Today is Columbus Day, but lucky souls will celebrate it tomorrow, since observing a holiday on Sunday in Utah hardly does anybody any good. This venerable occasion has fallen on hard times since 1919, when Italian Vice-Consul Fortunato Anselmo got the legislature to establish Oct. 12 as an official salute to Cristoforo Columbo of Genoa and all Utahns of Italian heritage.
Utah's Italian-American community is thriving, but the man once celebrated as the discoverer of the New World is now denounced as a greedy slave-trading murderer. But as Oxford University historian Felipe Fernandez-Armesto notes, "the real Columbus was a mixture of virtues and vices like the rest of us."
If anything is certain about Columbus -- or even history in general -- it must be summed up in the old rhyme recited by generations of schoolchildren to teach them the year Europeans (excluding Vikings) discovered America: "In 1492, Columbus sailed the ocean blue." Now even that is open to question.
According to the London Times, historian Ruggero Marino claims Columbus' 1492 voyage for Spain simply repeated a discovery made about 1485 while the Genoese navigator was working for Pope Innocent VIII.
Marino points to an inscription on the pope's tomb -- Novi orbis suo aevo inventi gloria -- attributing the glory of the discovery of the New World to Innocent's pontificate. Trouble is, Innocent died in July 1492, before Columbus weighed anchor Aug. 3. "The inscription either anticipates Columbus's success," Marino observes, "or else refers to an earlier journey."
This might be a simple case of giving credit where credit isn't due, but the late Islamic scholar Alessandro Bausani found a more intriguing clue on the Piri Reis map, drawn on gazelle skin in 1513 by Admiral Piri Ibn Hadji Mehmed of the Ottoman Empire.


Of the records that follow, copy only the lines from the line containing "What elements are" to the line containing "List UI elements", both included, exactly as written.

Top of AVAILABLE DATA

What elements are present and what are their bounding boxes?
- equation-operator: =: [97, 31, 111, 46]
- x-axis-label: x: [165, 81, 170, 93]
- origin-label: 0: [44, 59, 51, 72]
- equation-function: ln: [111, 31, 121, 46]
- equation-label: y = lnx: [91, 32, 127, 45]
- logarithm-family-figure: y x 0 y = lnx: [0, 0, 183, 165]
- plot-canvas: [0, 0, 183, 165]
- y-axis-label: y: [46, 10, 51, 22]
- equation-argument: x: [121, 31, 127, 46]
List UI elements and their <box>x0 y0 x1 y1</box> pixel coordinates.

Bottom of AVAILABLE DATA
Top of AVAILABLE DATA

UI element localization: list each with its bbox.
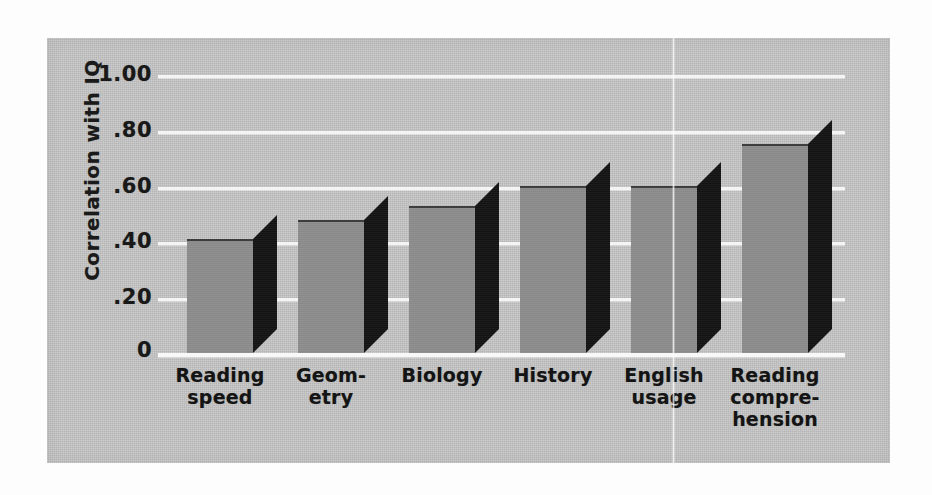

Bottom of AVAILABLE DATA
Top of AVAILABLE DATA

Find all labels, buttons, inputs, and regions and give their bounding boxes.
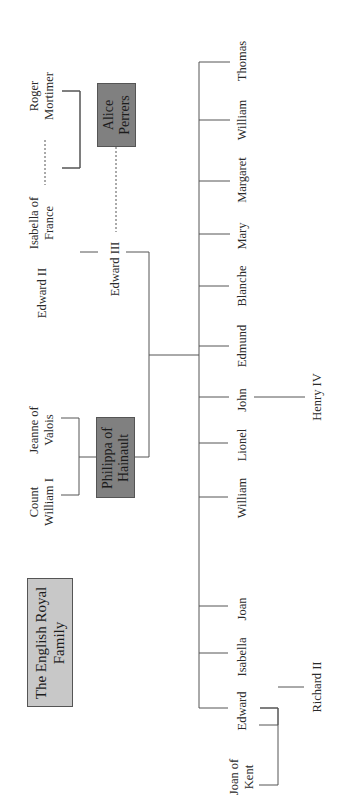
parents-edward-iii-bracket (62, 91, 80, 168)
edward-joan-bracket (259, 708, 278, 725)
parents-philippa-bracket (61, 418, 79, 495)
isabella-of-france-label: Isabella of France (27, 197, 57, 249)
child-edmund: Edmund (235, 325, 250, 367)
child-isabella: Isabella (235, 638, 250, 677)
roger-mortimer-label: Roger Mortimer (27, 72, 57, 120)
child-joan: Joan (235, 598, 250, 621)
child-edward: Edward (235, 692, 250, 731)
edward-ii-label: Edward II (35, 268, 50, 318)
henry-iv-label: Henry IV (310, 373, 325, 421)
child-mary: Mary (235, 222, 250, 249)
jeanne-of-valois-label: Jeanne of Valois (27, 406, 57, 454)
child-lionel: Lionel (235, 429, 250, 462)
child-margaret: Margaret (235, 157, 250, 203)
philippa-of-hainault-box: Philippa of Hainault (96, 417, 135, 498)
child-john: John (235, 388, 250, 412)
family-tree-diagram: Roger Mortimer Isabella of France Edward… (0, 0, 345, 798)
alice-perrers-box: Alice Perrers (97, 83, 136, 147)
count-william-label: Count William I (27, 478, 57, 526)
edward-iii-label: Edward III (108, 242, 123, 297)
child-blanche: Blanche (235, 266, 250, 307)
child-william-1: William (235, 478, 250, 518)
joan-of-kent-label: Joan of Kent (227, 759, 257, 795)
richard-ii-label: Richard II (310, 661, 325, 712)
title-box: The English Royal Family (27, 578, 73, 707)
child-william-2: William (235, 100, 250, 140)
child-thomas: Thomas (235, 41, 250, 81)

Bottom of AVAILABLE DATA

* _ANSWER TO THIS PROBLEM_:
What elements are present and what are their bounding boxes?
- equation-operator: =: [97, 31, 111, 46]
- x-axis-label: x: [165, 81, 170, 93]
- origin-label: 0: [44, 59, 51, 72]
- equation-function: ln: [111, 31, 121, 46]
- equation-label: y = lnx: [91, 32, 127, 45]
- logarithm-family-figure: y x 0 y = lnx: [0, 0, 183, 165]
- plot-canvas: [0, 0, 183, 165]
- y-axis-label: y: [46, 10, 51, 22]
- equation-argument: x: [121, 31, 127, 46]
List UI elements and their <box>x0 y0 x1 y1</box> pixel coordinates.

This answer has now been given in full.